--- GIVEN RECORDS Enclosed Below ---
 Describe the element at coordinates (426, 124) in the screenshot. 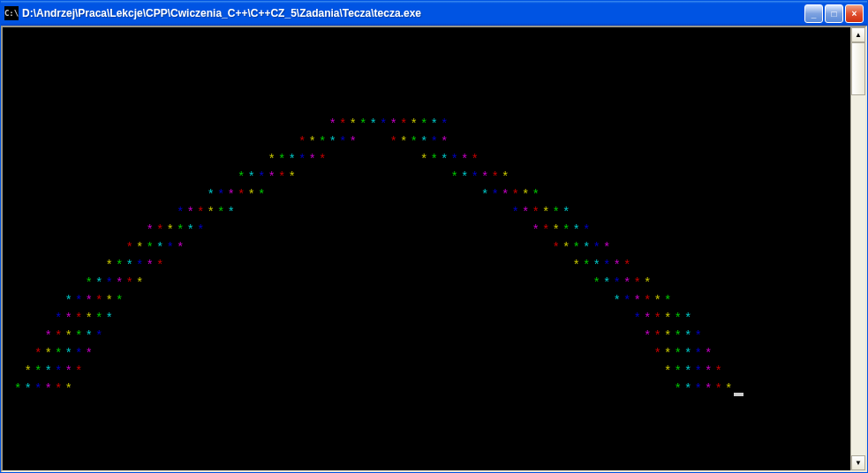

I see `console-row: ************` at that location.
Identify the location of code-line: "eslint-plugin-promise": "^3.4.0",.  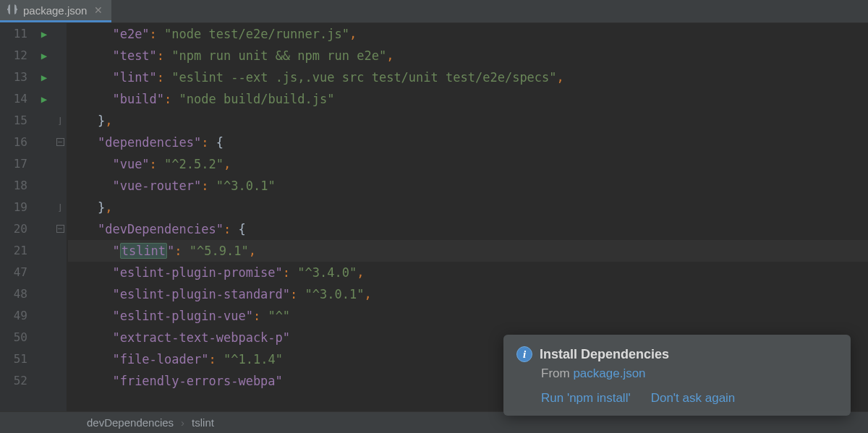
(468, 273).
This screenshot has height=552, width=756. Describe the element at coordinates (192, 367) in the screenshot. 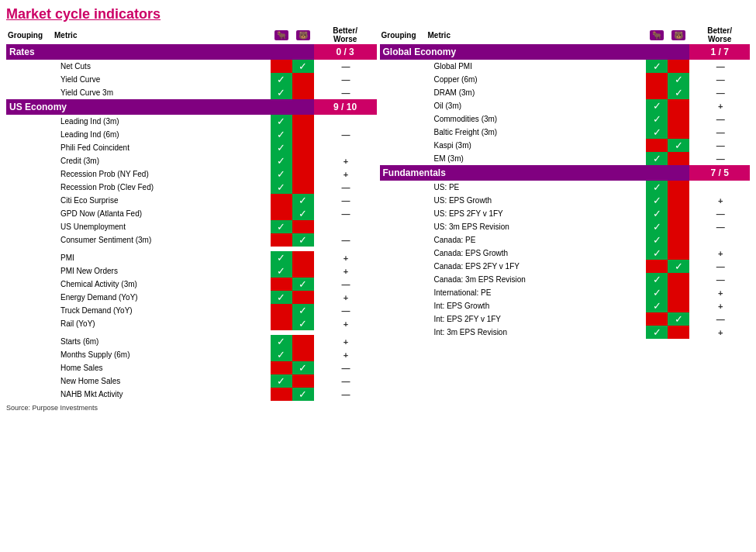

I see `metric-row: Home Sales ✓—` at that location.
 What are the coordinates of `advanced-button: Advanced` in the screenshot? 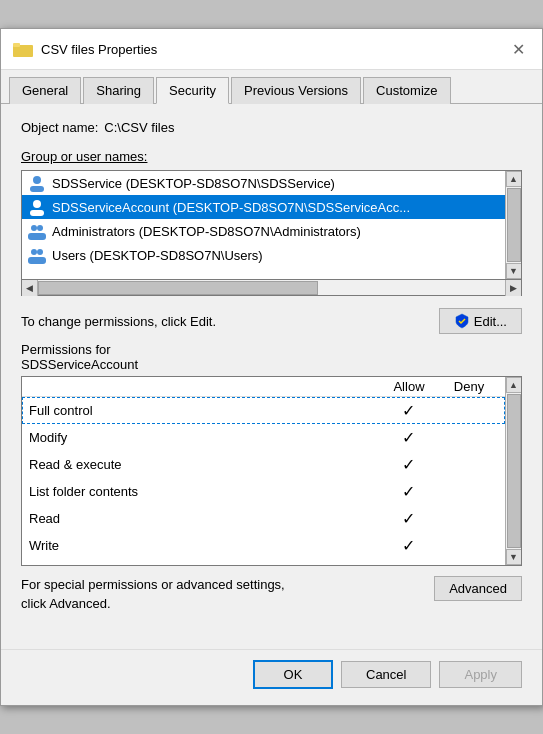 It's located at (478, 588).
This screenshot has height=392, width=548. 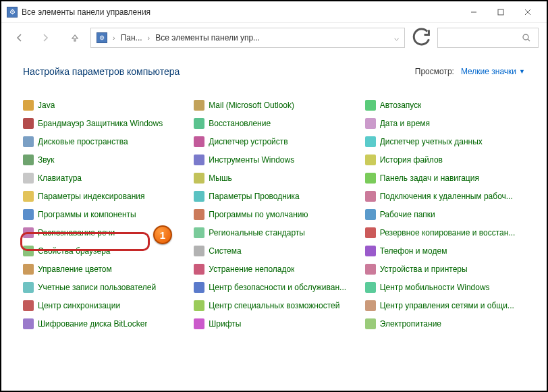 What do you see at coordinates (199, 306) in the screenshot?
I see `accessibility-icon` at bounding box center [199, 306].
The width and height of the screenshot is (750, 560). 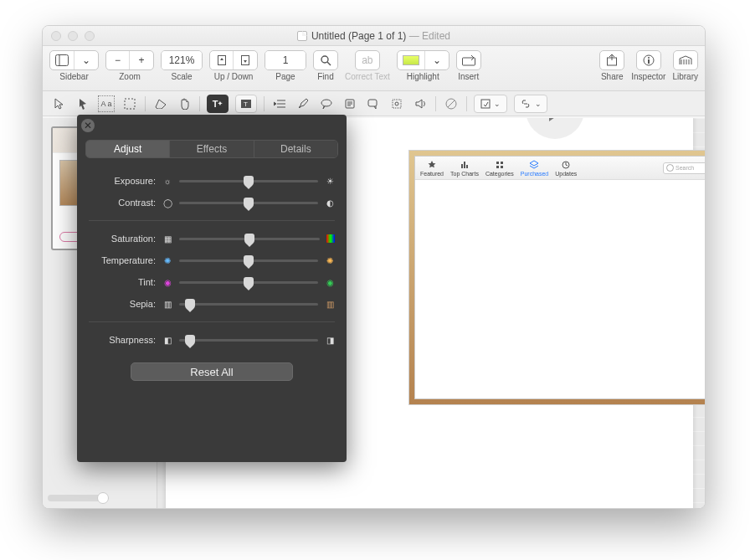 What do you see at coordinates (420, 104) in the screenshot?
I see `sound-icon` at bounding box center [420, 104].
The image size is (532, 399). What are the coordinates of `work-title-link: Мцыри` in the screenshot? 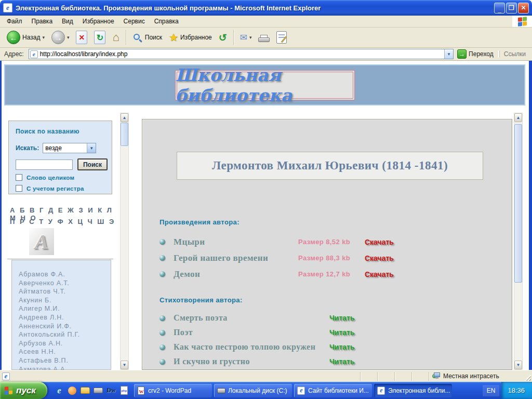 It's located at (236, 242).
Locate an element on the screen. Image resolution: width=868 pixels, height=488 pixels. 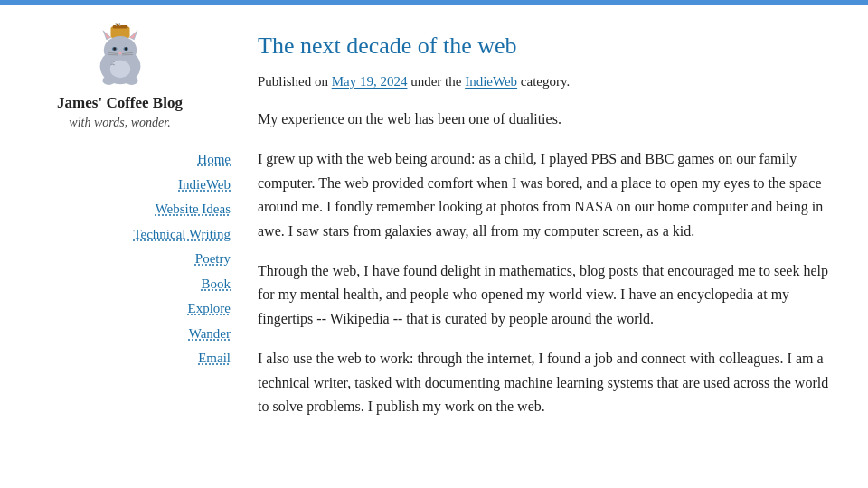
nav-website-ideas: Website Ideas is located at coordinates (193, 210).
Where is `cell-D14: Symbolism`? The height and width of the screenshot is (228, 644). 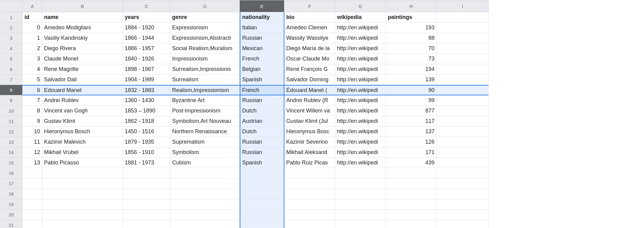 cell-D14: Symbolism is located at coordinates (205, 153).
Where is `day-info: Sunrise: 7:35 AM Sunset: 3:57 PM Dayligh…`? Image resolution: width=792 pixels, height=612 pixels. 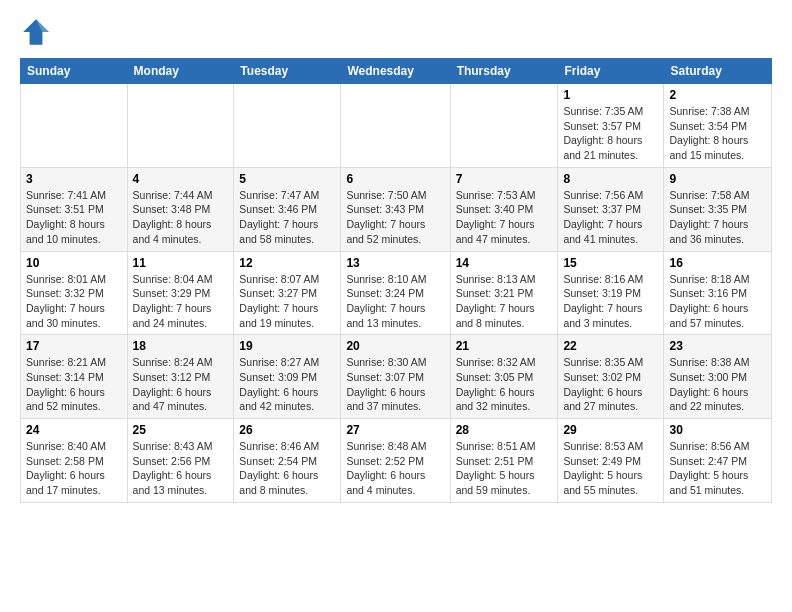
day-info: Sunrise: 7:35 AM Sunset: 3:57 PM Dayligh… is located at coordinates (610, 134).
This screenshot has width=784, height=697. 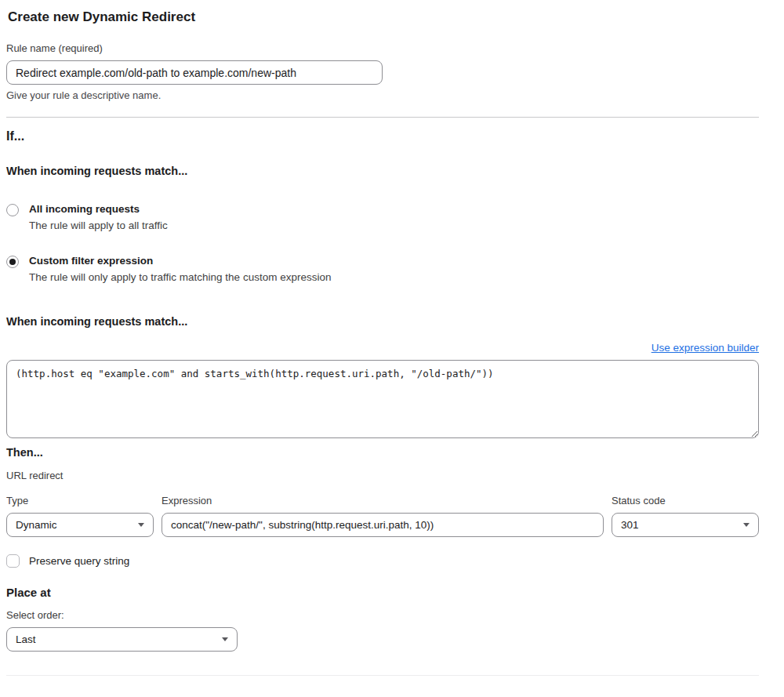 I want to click on page-title: Create new Dynamic Redirect, so click(x=383, y=17).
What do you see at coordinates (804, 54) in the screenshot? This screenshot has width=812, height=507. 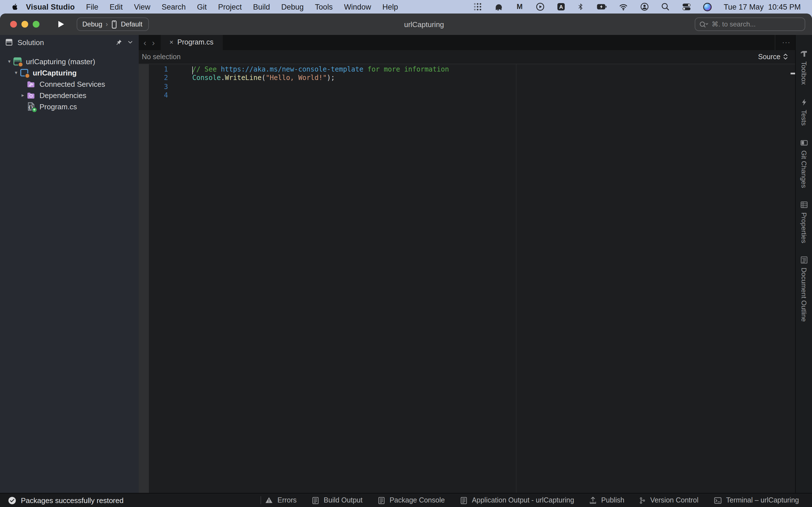 I see `toolbox-icon` at bounding box center [804, 54].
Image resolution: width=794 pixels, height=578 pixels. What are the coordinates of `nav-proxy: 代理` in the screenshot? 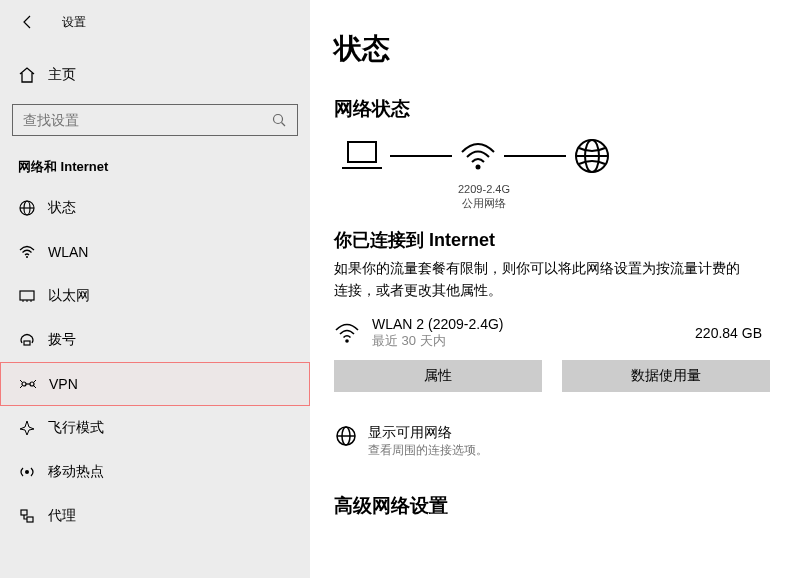 It's located at (155, 516).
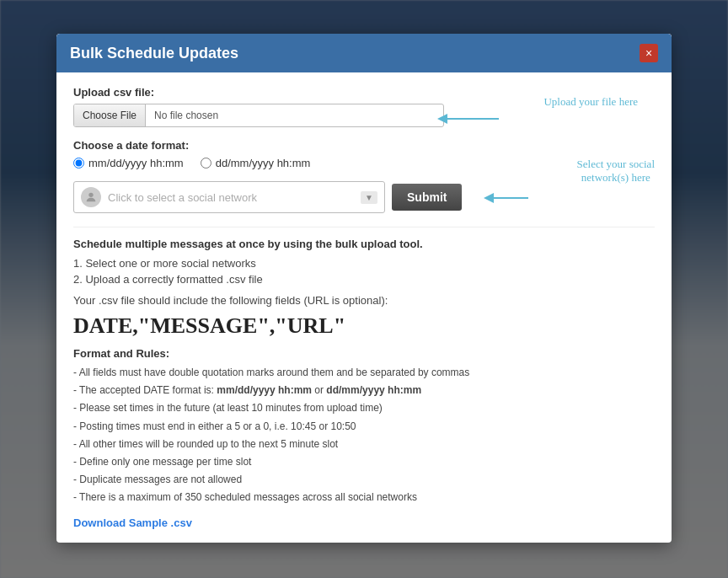  I want to click on file-input-wrapper: Choose File No file chosen, so click(259, 115).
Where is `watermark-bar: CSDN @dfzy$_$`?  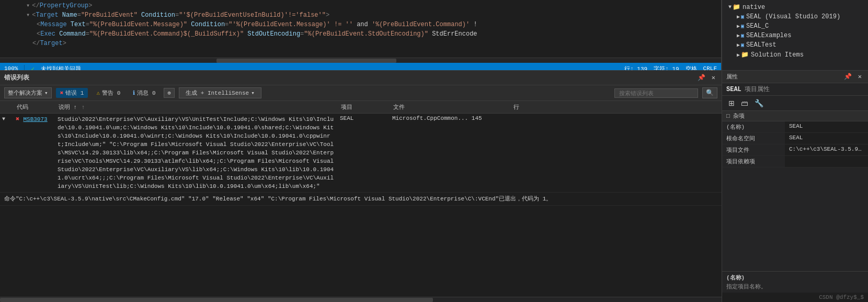
watermark-bar: CSDN @dfzy$_$ is located at coordinates (795, 297).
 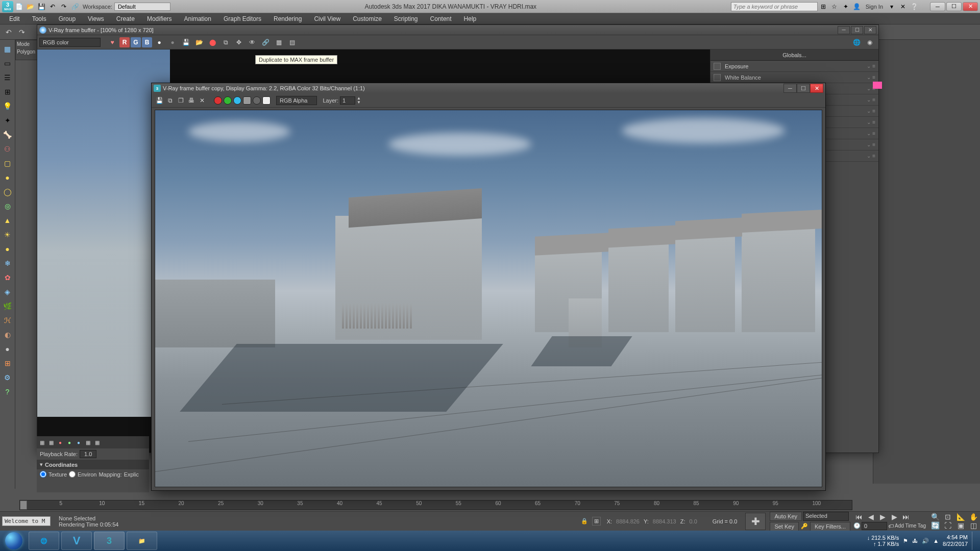 What do you see at coordinates (96, 19) in the screenshot?
I see `menu-views: Views` at bounding box center [96, 19].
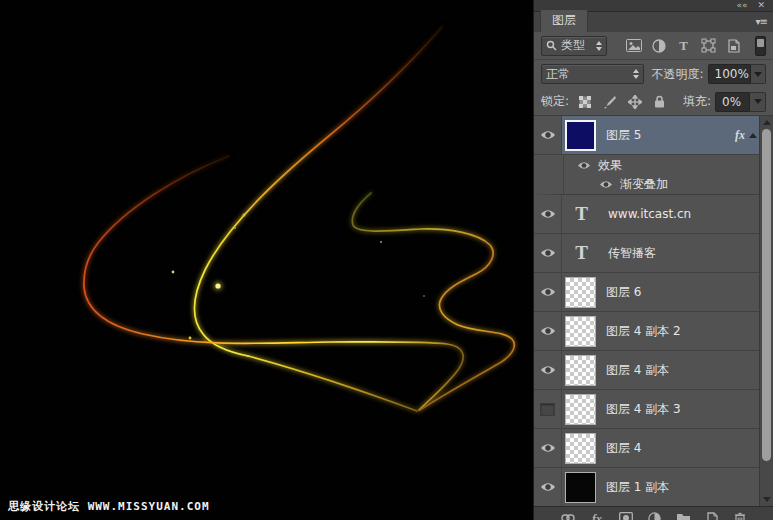  Describe the element at coordinates (654, 185) in the screenshot. I see `effect-item-row: 渐变叠加` at that location.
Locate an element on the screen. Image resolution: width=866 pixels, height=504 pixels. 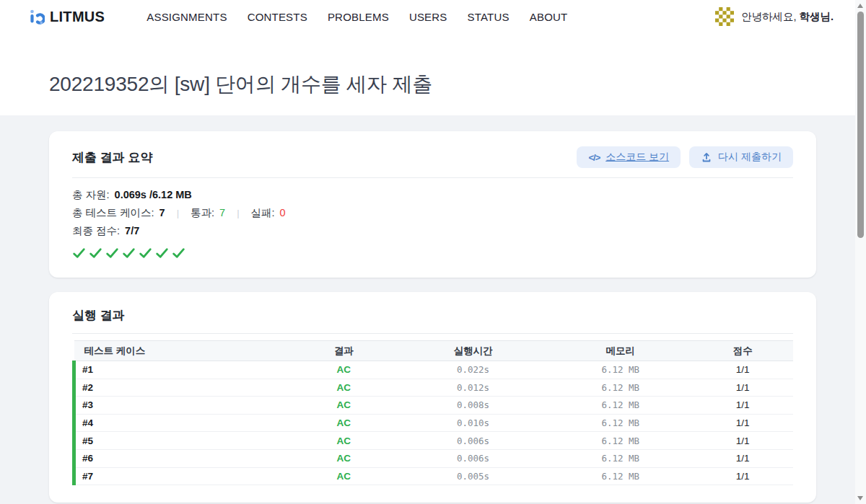
stat-final-score: 최종 점수: 7/7 is located at coordinates (433, 231).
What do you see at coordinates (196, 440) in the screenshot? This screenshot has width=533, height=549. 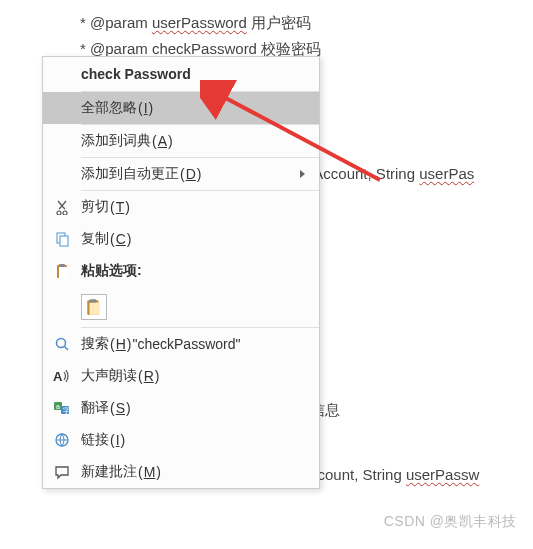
--- End of Enclosed GIVEN RECORDS ---
(REQUIRED ACTION): Starting at the line that holds "Locate an element on the screen. Image resolution: width=866", copy each line exactly through the end of the listing, both ends included. Leave the pictures out.

(TASK ANSWER):
Locate an element on the screen. Image resolution: width=866 pixels, height=504 pixels. 
stat-final-score: 최종 점수: 7/7 is located at coordinates (433, 231).
What do you see at coordinates (196, 440) in the screenshot? This screenshot has width=533, height=549. 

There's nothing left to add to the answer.